Tuppy turned toward me, lowering his shooter. “You have no idea what’s going on, do you? He’s a creature, Bertie! He lured us all up here, and he faked the test and he infected the dog and the dog killed MacGregor, and MacGregor killed Spode, and I suppose that’s all right, really, but Gussie’s dead and Barmy’s dead, and we’re going to freeze to death! In bleeding Scotland!”
I don’t know from where, exactly, or why everyone else seemed to have handy arsenals but me, but Jeeves produced a pistol then and aimed it very convincingly at Glossop.
“Now Jeeves.” Tuppy’s mouth gaped like a goldfish. “I— I didn’t mean it about you being the, er, you know.” He chuckled nervously. “I’m just talking, that’s all. Just sounding things out.”
“I’m very sorry, sir.”
Tuppy’s eyes went wide, and a funny look crossed his face. “Wait, Jeeves!” He backed away from us, waving his hands like conducting Back in Nagasaki, which was rather disconcerting with a loaded pistol and no trombones. His aim waved back and forth between Jeeves and my self.

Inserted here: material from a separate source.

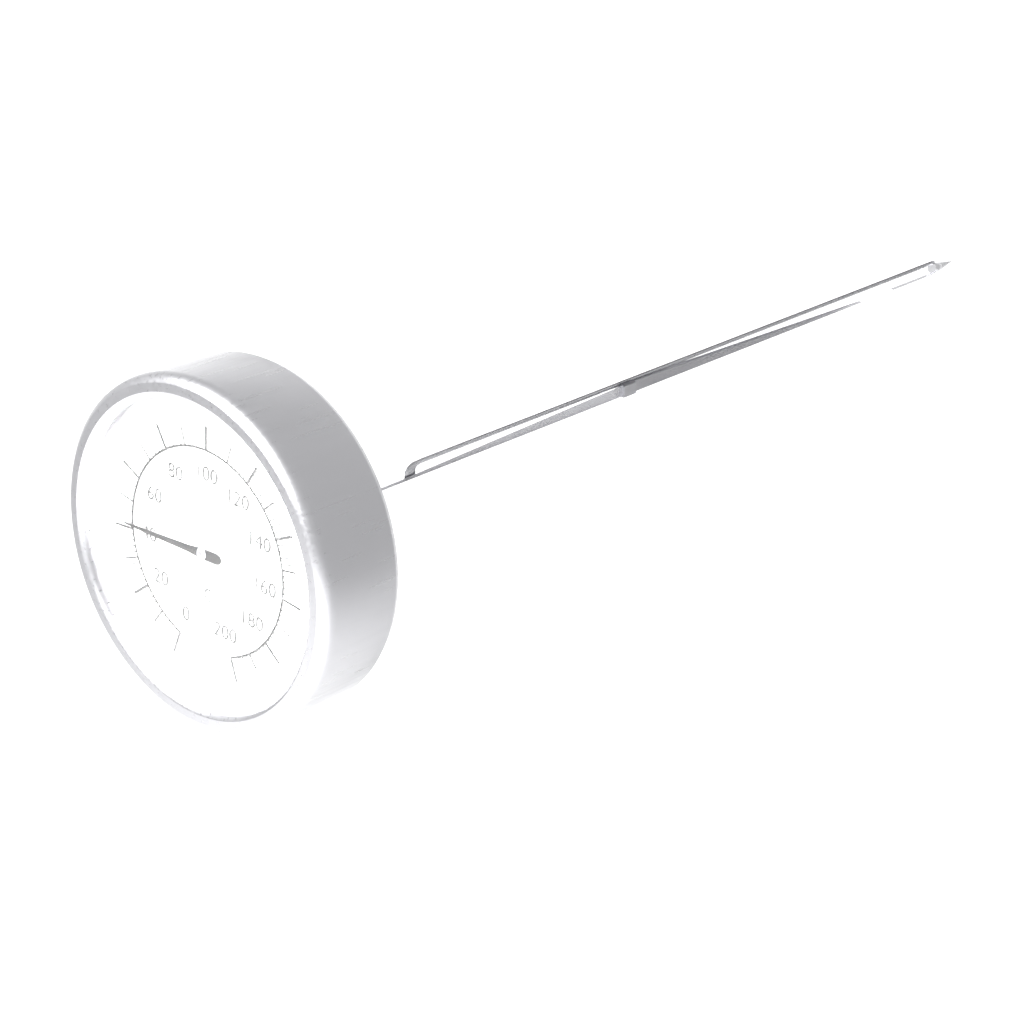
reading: 42 °C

And then Jeeves shot him. Tuppy dropped like a stone, looking altogether more shocked than anything else.
“My God, Jeeves! Tuppy was a creature?” I prodded him with a finger, lifted an arm and dropped it. He didn’t look like a creature, he was just sort of an ex-Glossop.
“No, sir.” Jeeves sounded more shaken than I’d ever heard him. “Not a creature. But I couldn’t… I couldn’t let him shoot. I…”

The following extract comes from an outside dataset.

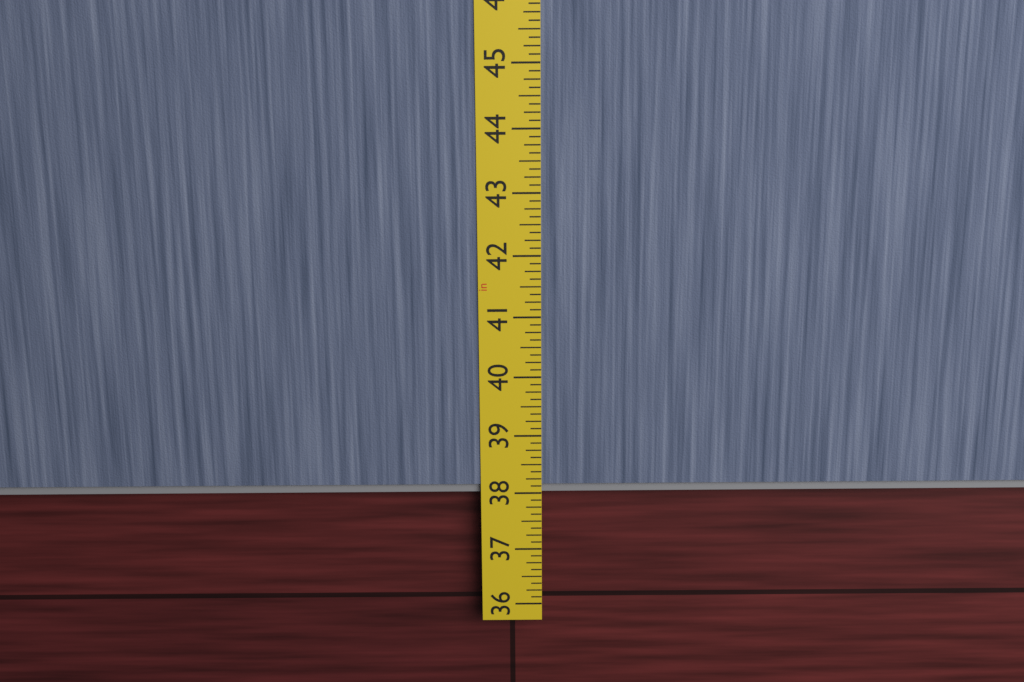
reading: 38.000 in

I looked up, because it’s not every day that the estimable Reginald Jeeves falls short of words. You could have knocked me down with a feather — faithful Jeeves turned the pistol on me! He looked rather the worst for wear, I thought, positively junky. I could see that this breach in the jolly old feudal spirit was rather wearing on him. Went against the grain, I should think. I’d have felt sorry for the chap, except, well, you know.

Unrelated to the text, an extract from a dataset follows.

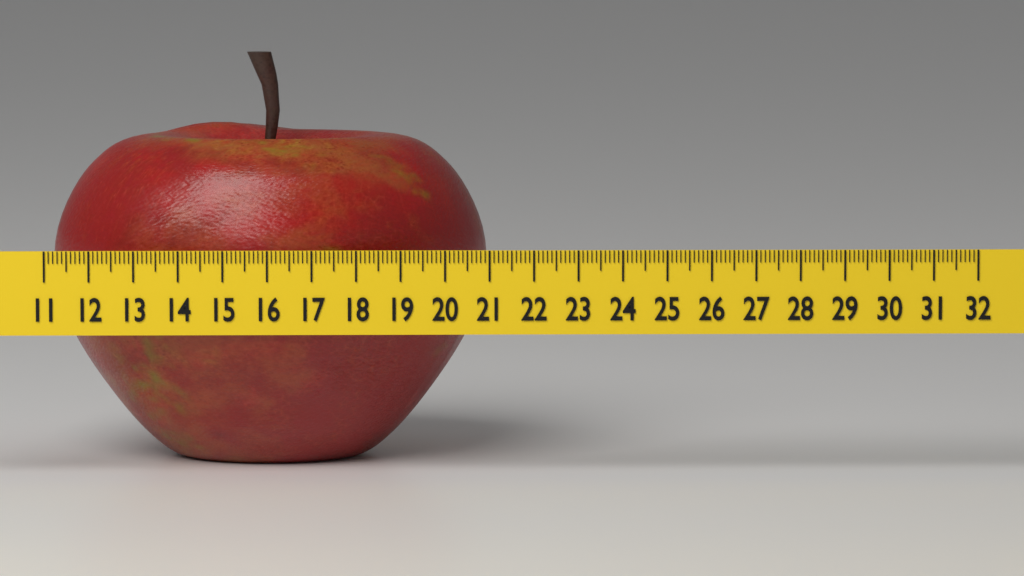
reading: 21.0 (no unit)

“I’m very, very sorry,” he said, sounding not at all Jeeves-ish. This was decidedly not the Jeeves who glides in at the crack of eleven bearing hangover cure, but something rather outside my experience. “But… we didn’t test you. And you were out for a walk… I just need to think. I’m so sorry.”
I must say that I had some thinking of my own to do! Jeeves’s speech was distressingly short on ‘sir’s for my liking. Me, a monster? I didn’t feel like a monster, but then neither did Gussie. Or so he said. What does a monster feel like, I wondered. Don’t they have warts? Perhaps it’s a monster in more of the metaphorical sense, like that Nietzsche chap drones on about voids running around staring into people.
Jeeves’s gun wavered and then steadied on me. How the devil could I persuade someone that I was Bertram Wooster and not a monster? It didn’t seem quite the venue to bring up my Scripture-knowledge prize. And I could hardly demonstrate club loyalties with Barmy frozen, Gussie burned up, and Tuppy shot. Maybe Bertram Wooster is a monster, really, himself or no. What a rum job that would be.
In the end, I did the only thing a brave chappie could do. It was over. The proverbial jig was up. I loosened my magenta kerchief, lifted it up over my chin and nose, and raised it up over my eyes. With a touch of regret, sighing the sigh of a man who knows in his heart that he has lost a noble fight, I pulled it free of my troubled brow and held it out.
The gun wavered, and this time fell. Jeeves hesitated, then reached and took the proffered scrap. In passing the kerchief we clasped hands in a firm hand-shake.
“Thank you, sir,” he said with such relieved gusto that I’m not at all sure he was talking of the sacrifice of my kerchief. Either way, I think we both had a profound feeling that all was right in the world.
I looked to the horizon, where the sun was just peeking up. Ghastly sight, dawn, but at least I was alive to see it.
“Well then!” I looked around, breathing in the smokey acrid smell of a brand new day. “I think, Jeeves, that on the whole I’d rather not be sitting out in the cold when the locals come up to see what all the fuss is about, would you? What with the dead bodies and monsters and all.”
“No, sir.”
“Jolly good,” I said, wheeling round the motorbike. “I’ll drive.”
“…Very good, sir.”
Jeeves settled himself in the sidecar, and I sat astride my trusty steed. With one hand I pulled on the goggles, with my other hand I adjusted the mirror, and with my other hand I started her up. We set off for home.